ISLAMABAD, Oct 2: The Employees Old-age Benefit Institution (EOBI) will continue to be under the control of the federal government because most of the stakeholders have opposed its transfer to provinces as required under the Eighteenth Amendment.

The stakeholders – workers belonging to smaller provinces, trade unions, chambers of commerce and industry and the International Labour Organisation – are all opposed to the EOBI’s devolution to the provinces, institution’s chairman Zafar Iqbal Gondal said.

After completion of the devolution process the EOBI had been left with the centre on the plea that its fate would be decided later. It has now been merged with the Human Resource Development Division of the federal government.
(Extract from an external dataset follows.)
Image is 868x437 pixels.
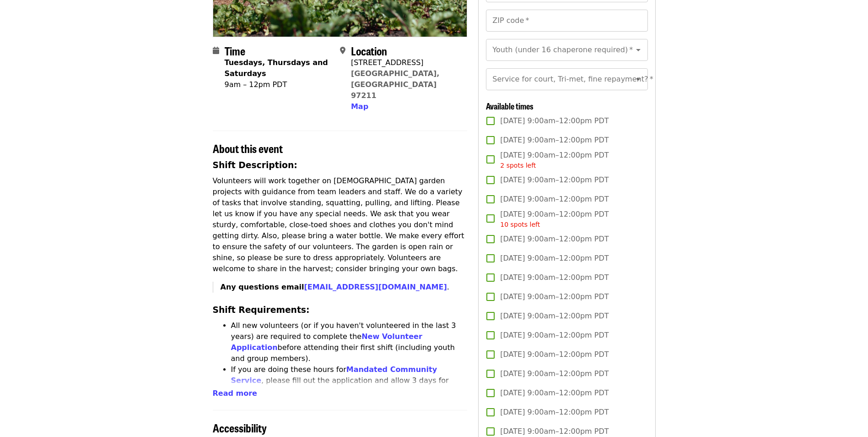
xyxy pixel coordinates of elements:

Sources said that EOBI`s devolution would not serve workers` interests and would lead to unequal distribution of its assets worth trillion of rupees, particularly in smaller provinces where most industries are running in loss and where the number of units is much less than in Punjab and Sindh. A large number of people from Khyber-Pakhtunkhwa and Balochistan are working out of these provinces in Karachi, Lahore, Faisalabad, etc., and in case of devolution their share of EOBI contribution will go to the provinces where they are employed instead of the areas of their origin.

The total EOBI contribution of Khyber-Pakhtunkhwa province is less than the contribution of Faisalabad. The workers` share in the EOBI`s funds will be likewise.

The sources said that`s why Punjab and Sindh were supporting devolution and smaller provinces were opposing it. The smaller provinces demand an equal share in the EOBI`s assets.

The EOBI`s chairman said it was because of these issues that the institution would not be devolved, adding it would serve workers better by remaining with the centre.

Mr Gondal said several initiatives were being taken to provide facilities to the workers registered with the social safety net and their children, including dowry, health care and education.